Cato revelling in the Olympic experience
BIRMINGHAM, England — Roxroy Cato could hardly contain his wide grin when he was told that his exploits in making the Jamaican Olympic team has inspired student/athletes at his alma mater Green Island High in Hanover to aim for the same heights.
Cato, who is from Sheffield in Westmoreland, is one of three Jamaicans who will contest the first round of the men’s 400m hurdles at the XXX Olympiad that started with women’s football yesterday. Cato says he is happy he is able to motivate young athletes to do well.
“I feel great,” he said. “Any chance you get to motivate youngsters to work hard in track and field is a good thing and I hope they make the best of it. I am trying my best to make sure they have something to aim at.”
Cato, who suffered a big letdown last year when he was told he was on the team to the IAAF World Championships in Daegu, South Korea, only to be replaced at the last moment, said after that he made sure this year there would be no slipups.
“Coming off last year’s upset, it was a different focus this year, I was not prepared to leave anything to chance just make every race count,” he said.
Presently, Cato, who ran his personal best time 49.03 seconds at a meet in Trinidad on May 19 to clinch the Olympic A qualifying standard, said he is in the best shape of his career and is aiming to go as far as he can go. The pre-Olympic camp at the University of Birmingham here, he said, worked wonders for him. “I am feeling great right now that I am where I hoped to be. I just need to be able to stay in the moment now,” he said.
Training has been going great and he has been able to use the isolation that the camp has provided to work on his technique and that has worked for him. “My technique is getting better and better each day.”
He was introduced to the event in 2006 when his coach at Green Island High, Michael McIntosh, whom he calls “Mr Mack” and describes as one of the most influential persons in his career, “just came out one day and said he was going to let me try the 400m hurdles”.
Cato recalls that, that year the organisers of Milo Western Relays were offering two hurdles for any school whose athletes could run the event under one minute.
“Yeah man,” he says with the big grin, “I had never done hurdles before but I just went out there and ran and jumped and we got the hurdles”.
Training was not that easy, however, as he used an old classroom desk as his obstacle and today he says hurdles in races give him no fear. “I just knock them over as the desk hurt more to hit than the hurdles.”
The time spent at the training camp has helped to cement some relationships he had, with Riker Hylton and Dane Hyatt, whom he knew before and make new ones. “Everyone here is friendly,” he told the Jamaica Observer and it is great to be on the same team as great athletes like Usain Bolt and others.”
He knows the atmosphere will change once they get to the Village and the Games draw nearer, but says the management team reminds them every day they were under no pressure, but to take things one step at a time.
Cato says he thanks McIntosh and singles out a teacher, Ms Berlyn, whom he said took the time to help him keep focused on what he was doing.
Making the Olympic team has also opened the door for what he says is more national teams and says he is already eyeing a spot to the IAAF World Championships in Moscow, Russia, next year.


| Action item |
Bring together every line in the data that includes "Frestoring".

| Records from a collection of figures |

##############################

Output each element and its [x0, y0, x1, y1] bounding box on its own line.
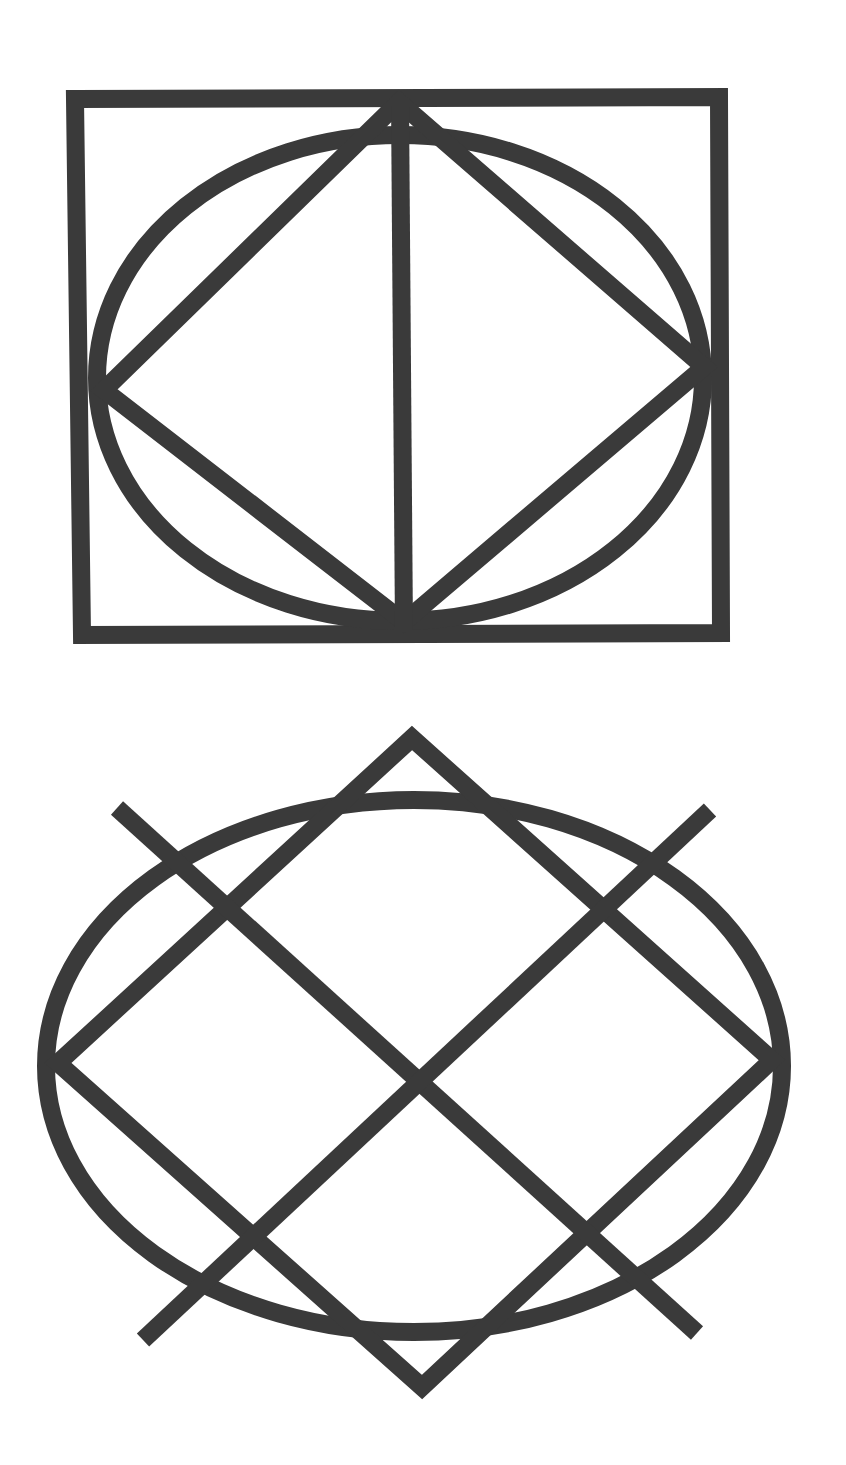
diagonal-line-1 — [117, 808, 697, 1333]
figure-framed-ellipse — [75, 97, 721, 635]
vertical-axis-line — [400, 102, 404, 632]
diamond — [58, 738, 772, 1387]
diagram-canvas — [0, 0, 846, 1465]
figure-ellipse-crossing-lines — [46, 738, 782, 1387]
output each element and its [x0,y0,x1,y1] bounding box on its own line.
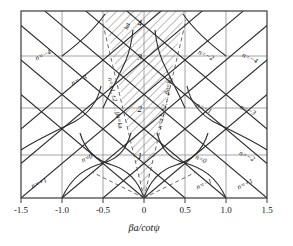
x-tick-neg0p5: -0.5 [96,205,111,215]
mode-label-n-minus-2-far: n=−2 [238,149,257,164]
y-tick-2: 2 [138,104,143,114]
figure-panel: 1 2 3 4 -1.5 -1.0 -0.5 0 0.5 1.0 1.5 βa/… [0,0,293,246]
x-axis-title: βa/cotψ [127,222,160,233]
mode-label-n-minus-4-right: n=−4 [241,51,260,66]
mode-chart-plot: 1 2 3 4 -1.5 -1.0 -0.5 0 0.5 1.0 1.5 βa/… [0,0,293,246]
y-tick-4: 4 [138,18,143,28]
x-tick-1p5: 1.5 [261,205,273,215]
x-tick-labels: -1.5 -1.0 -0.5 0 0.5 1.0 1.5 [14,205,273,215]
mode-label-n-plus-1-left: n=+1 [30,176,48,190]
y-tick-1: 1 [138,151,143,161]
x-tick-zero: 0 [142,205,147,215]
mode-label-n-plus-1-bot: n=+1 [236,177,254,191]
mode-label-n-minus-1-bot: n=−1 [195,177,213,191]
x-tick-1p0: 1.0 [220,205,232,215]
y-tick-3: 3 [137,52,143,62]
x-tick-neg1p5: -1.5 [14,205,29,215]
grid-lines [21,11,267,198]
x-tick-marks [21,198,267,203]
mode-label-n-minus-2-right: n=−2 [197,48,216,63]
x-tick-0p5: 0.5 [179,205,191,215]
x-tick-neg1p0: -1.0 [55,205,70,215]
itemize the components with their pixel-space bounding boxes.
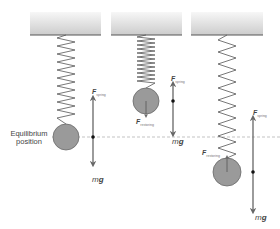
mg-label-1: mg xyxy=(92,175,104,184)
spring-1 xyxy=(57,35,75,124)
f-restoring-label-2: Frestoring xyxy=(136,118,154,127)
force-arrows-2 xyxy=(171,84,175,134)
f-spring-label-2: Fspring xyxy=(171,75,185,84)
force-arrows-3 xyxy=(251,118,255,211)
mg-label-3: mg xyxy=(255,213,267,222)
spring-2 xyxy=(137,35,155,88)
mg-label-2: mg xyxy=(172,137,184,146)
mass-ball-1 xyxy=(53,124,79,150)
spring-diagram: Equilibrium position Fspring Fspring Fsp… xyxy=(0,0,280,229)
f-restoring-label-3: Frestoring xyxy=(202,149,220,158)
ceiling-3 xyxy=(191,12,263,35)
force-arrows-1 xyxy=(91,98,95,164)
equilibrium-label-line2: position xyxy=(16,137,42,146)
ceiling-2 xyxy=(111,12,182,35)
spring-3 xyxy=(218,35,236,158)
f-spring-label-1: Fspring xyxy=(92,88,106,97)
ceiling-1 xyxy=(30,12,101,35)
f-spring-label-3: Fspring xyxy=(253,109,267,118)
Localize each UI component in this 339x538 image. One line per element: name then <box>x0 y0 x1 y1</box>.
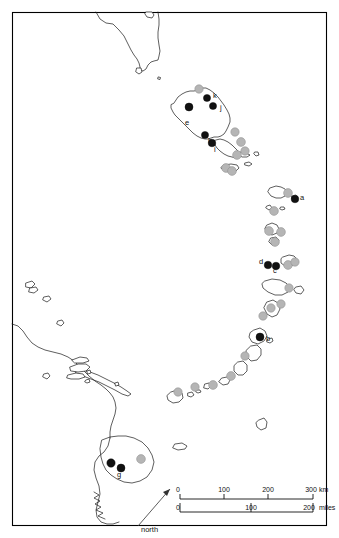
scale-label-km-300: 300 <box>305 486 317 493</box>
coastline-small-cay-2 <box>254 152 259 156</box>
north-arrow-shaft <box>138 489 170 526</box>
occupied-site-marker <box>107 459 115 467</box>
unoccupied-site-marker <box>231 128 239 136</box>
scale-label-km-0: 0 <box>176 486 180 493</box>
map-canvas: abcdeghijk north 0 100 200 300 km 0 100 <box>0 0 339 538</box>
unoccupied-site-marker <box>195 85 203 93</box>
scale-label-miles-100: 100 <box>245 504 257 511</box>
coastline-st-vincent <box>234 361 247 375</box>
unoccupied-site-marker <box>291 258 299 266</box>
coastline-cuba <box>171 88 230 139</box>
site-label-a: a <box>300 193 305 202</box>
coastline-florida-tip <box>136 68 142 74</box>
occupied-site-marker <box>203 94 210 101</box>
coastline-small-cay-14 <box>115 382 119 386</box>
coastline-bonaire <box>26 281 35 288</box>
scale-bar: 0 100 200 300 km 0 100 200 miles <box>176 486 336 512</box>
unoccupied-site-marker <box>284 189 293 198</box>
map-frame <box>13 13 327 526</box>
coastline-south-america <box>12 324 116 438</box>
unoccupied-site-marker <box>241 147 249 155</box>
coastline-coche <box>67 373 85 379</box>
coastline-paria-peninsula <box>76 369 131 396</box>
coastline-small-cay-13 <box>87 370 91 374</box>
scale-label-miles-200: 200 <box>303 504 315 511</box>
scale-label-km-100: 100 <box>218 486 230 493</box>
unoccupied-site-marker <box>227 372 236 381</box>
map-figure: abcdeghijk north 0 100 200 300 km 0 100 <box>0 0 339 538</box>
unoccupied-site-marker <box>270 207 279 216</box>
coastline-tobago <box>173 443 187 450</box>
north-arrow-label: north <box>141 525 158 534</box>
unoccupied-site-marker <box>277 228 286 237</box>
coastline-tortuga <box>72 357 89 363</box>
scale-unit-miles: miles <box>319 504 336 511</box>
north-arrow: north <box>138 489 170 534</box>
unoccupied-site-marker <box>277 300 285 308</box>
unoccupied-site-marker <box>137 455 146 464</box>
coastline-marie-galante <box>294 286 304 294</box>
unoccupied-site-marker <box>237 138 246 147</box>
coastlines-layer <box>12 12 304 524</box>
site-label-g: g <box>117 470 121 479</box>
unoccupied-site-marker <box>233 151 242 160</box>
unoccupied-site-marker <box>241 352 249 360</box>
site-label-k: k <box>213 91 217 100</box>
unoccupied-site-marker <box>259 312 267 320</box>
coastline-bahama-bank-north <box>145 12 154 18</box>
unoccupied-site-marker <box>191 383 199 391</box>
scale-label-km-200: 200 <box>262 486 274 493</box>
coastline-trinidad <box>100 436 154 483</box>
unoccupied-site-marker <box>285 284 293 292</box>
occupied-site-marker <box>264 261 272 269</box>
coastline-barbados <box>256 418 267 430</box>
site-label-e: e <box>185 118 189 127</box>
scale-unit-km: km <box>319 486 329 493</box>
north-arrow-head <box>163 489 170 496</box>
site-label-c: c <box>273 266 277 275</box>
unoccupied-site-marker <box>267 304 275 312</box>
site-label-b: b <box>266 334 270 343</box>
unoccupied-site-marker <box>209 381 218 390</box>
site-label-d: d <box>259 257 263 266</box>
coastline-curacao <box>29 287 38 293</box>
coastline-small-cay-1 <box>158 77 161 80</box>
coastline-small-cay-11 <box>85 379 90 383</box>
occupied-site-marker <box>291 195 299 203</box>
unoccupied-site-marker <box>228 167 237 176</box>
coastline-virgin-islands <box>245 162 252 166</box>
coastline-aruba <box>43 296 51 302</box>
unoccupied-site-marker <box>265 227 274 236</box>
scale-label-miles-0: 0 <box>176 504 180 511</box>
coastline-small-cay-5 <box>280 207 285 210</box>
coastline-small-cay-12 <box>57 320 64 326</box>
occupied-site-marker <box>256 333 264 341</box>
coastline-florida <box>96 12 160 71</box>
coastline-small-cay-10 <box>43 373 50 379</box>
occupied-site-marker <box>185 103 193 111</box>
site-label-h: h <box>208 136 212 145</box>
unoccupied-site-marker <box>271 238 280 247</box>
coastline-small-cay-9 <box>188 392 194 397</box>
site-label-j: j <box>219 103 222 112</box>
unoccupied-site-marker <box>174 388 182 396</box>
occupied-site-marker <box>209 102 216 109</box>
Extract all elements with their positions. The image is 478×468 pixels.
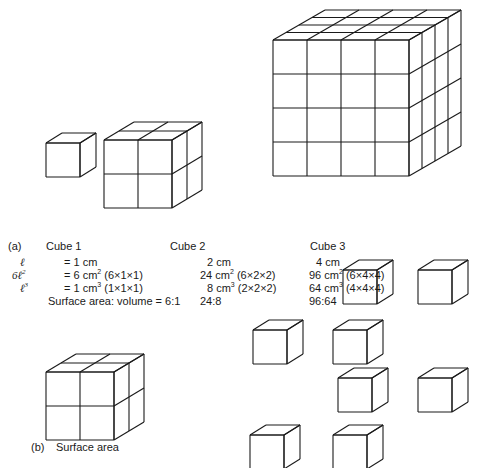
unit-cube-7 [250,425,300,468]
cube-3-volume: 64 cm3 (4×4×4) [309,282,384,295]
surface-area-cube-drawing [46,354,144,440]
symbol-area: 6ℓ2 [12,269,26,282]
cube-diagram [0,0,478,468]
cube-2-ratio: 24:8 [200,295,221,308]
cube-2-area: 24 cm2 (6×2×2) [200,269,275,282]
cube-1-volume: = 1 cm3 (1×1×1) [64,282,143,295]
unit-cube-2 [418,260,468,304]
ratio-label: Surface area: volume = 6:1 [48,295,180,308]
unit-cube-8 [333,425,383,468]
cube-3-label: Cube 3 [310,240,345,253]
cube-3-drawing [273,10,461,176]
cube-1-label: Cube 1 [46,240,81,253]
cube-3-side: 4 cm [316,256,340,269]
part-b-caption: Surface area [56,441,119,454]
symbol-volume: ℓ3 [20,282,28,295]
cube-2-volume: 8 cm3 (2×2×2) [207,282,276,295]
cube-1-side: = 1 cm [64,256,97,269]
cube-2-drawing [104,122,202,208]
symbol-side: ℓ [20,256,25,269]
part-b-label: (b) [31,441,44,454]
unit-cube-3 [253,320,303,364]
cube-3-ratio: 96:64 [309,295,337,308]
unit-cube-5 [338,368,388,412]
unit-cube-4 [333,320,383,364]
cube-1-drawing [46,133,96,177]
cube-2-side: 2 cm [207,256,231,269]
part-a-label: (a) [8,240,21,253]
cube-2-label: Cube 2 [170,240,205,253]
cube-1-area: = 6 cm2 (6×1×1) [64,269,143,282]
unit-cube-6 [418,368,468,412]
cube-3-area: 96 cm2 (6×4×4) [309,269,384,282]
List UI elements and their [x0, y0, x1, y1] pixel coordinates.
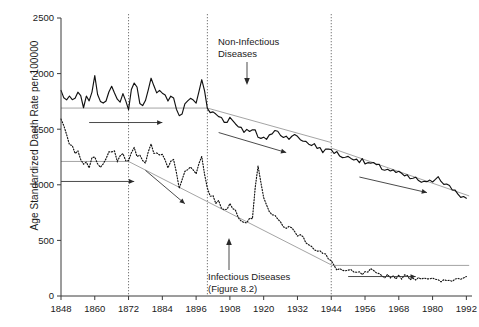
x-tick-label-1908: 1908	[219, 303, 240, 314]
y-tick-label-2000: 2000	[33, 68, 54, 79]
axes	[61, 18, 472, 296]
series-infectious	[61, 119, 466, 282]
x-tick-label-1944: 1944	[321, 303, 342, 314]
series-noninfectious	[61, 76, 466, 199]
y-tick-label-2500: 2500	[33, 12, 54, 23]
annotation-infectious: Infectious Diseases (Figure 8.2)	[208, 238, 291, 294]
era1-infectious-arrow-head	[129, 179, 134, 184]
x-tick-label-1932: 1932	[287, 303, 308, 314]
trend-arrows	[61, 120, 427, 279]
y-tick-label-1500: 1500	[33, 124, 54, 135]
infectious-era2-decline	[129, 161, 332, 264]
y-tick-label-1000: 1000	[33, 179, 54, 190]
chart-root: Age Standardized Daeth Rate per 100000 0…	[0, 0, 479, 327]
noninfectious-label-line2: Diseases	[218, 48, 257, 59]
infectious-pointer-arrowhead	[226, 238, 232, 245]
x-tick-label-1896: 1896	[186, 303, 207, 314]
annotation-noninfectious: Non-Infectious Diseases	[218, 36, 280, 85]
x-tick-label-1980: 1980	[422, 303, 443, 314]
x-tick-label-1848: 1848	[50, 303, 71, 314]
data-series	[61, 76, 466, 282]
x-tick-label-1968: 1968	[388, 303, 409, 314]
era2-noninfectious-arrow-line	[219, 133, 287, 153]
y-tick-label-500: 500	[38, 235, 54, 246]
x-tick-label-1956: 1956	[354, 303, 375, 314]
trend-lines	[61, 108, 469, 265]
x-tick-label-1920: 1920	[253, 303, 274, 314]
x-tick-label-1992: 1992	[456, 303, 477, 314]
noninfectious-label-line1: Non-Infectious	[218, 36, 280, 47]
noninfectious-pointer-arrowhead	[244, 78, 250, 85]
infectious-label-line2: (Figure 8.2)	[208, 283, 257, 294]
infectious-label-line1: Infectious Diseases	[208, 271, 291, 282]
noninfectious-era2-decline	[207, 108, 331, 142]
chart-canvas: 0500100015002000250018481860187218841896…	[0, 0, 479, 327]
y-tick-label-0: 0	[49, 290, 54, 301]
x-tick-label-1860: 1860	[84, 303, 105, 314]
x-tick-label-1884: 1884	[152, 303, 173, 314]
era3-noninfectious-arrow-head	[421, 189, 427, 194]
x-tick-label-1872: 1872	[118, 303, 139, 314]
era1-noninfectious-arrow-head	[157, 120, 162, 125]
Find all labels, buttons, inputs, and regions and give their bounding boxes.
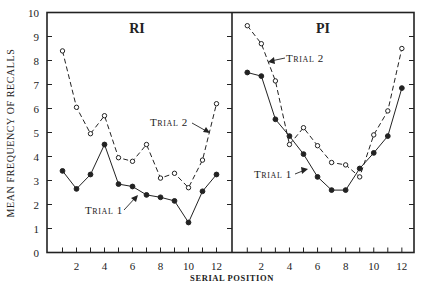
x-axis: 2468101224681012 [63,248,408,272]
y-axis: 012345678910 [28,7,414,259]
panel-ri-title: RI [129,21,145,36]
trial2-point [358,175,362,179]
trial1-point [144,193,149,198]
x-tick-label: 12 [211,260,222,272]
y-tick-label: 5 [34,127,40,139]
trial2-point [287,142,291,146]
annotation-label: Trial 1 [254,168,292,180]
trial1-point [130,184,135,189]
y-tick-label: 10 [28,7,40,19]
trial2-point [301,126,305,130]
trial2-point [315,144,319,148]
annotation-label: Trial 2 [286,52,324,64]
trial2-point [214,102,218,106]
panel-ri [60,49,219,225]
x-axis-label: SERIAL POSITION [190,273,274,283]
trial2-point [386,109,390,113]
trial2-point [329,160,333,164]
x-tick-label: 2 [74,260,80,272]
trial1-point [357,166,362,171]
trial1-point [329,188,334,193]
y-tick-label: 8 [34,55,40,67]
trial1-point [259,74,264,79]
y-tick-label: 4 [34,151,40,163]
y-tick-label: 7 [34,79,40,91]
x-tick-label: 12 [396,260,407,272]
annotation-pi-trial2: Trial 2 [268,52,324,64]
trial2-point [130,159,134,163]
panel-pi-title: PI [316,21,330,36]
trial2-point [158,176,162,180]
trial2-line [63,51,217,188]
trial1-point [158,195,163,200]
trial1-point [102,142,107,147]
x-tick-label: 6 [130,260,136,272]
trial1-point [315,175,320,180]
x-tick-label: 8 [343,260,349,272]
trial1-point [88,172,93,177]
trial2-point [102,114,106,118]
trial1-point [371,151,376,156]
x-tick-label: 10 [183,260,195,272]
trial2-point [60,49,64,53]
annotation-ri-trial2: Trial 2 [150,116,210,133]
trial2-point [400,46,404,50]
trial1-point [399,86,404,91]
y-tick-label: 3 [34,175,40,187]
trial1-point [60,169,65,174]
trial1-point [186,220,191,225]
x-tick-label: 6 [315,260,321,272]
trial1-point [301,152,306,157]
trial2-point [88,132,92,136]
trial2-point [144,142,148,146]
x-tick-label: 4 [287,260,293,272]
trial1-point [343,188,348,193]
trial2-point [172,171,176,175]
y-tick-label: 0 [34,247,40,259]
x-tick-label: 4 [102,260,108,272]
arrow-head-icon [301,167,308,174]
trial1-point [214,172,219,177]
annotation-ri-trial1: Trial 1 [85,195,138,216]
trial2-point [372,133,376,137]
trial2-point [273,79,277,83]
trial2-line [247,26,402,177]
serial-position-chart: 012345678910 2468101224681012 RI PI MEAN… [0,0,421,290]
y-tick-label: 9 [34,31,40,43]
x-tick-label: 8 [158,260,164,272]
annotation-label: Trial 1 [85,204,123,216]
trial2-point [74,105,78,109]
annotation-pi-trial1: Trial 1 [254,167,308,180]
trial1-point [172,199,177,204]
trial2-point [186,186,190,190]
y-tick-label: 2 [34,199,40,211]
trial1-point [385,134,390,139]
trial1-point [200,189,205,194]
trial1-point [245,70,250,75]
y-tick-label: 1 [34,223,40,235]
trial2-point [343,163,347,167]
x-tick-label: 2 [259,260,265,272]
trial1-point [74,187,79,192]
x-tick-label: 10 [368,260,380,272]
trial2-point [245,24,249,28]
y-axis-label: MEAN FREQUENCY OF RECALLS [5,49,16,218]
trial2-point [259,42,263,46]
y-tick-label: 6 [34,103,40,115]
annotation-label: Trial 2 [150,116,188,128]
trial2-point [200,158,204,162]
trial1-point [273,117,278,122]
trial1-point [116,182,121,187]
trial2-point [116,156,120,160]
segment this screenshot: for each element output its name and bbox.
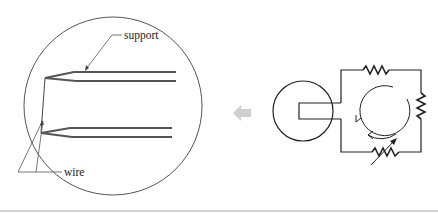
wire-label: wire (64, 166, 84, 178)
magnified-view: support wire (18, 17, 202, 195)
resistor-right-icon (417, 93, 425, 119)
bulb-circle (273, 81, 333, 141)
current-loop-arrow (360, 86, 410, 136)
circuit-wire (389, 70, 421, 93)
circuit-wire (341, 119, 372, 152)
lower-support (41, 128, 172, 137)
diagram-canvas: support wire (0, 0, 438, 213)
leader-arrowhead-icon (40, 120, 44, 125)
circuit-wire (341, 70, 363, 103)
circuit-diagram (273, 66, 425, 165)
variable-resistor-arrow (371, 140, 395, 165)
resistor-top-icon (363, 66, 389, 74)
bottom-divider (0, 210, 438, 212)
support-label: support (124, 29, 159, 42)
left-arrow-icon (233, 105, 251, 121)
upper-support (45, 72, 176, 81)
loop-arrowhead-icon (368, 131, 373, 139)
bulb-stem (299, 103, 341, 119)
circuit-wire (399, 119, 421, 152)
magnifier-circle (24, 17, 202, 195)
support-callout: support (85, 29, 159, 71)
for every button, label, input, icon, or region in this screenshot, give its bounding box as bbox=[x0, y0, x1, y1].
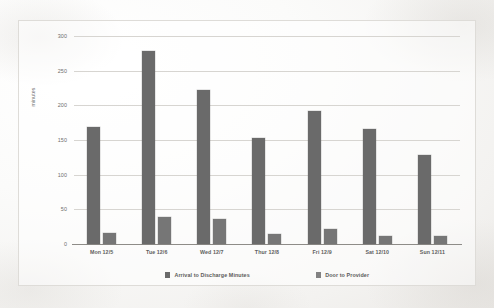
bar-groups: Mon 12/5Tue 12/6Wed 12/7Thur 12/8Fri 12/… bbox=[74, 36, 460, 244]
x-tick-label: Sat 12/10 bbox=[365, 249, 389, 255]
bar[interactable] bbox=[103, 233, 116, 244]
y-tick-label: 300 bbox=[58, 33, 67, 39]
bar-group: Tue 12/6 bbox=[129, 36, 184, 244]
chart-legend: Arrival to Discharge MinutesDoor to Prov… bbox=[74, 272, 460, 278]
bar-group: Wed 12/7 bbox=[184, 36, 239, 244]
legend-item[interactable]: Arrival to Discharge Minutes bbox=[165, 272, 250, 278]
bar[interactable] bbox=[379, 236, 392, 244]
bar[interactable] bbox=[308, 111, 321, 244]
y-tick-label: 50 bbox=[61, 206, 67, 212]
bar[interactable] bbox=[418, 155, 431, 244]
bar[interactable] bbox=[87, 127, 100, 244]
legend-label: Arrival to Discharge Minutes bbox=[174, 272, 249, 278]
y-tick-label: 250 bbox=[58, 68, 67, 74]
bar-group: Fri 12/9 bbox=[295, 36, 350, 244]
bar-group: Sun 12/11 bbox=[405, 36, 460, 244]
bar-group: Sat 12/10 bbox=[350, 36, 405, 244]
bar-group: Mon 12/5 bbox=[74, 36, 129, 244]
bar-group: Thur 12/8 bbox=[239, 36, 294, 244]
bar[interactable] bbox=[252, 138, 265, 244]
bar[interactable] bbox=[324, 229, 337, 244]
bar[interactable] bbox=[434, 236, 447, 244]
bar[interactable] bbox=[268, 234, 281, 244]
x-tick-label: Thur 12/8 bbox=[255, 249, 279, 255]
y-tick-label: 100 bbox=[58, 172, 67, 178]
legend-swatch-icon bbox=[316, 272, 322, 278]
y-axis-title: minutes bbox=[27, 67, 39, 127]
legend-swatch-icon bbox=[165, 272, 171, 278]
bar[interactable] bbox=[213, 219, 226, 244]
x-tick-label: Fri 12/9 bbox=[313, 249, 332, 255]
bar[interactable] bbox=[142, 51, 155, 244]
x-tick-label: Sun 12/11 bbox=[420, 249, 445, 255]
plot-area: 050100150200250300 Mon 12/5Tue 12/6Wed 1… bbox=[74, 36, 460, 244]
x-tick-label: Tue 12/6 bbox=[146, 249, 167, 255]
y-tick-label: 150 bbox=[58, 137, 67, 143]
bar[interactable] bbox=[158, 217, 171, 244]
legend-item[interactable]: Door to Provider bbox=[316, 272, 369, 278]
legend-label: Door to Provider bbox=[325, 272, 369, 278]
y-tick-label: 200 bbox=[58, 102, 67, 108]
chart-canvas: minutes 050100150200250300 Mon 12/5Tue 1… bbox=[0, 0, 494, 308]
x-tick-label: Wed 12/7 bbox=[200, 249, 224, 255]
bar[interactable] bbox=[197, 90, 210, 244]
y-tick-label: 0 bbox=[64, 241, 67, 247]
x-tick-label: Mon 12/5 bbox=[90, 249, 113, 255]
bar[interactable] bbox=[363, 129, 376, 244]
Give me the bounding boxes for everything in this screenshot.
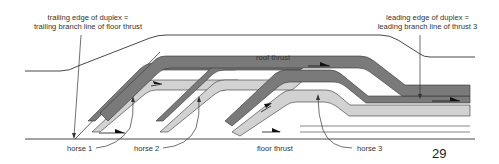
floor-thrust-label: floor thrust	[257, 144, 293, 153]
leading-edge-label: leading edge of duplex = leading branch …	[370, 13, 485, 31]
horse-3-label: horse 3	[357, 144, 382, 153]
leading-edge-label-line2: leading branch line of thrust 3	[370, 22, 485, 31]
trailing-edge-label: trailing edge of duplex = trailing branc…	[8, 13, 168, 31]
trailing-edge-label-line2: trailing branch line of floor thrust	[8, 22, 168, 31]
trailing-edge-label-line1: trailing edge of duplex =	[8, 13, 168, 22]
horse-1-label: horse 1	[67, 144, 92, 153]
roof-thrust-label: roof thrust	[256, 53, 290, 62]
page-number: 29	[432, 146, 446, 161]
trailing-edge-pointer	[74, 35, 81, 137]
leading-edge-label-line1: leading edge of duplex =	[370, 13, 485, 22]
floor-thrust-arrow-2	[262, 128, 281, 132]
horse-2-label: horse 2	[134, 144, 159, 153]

##############################

| Exercise solution |
f-restoring-label-2: Frestoring xyxy=(136,118,154,127)
f-restoring-label-3: Frestoring xyxy=(202,149,220,158)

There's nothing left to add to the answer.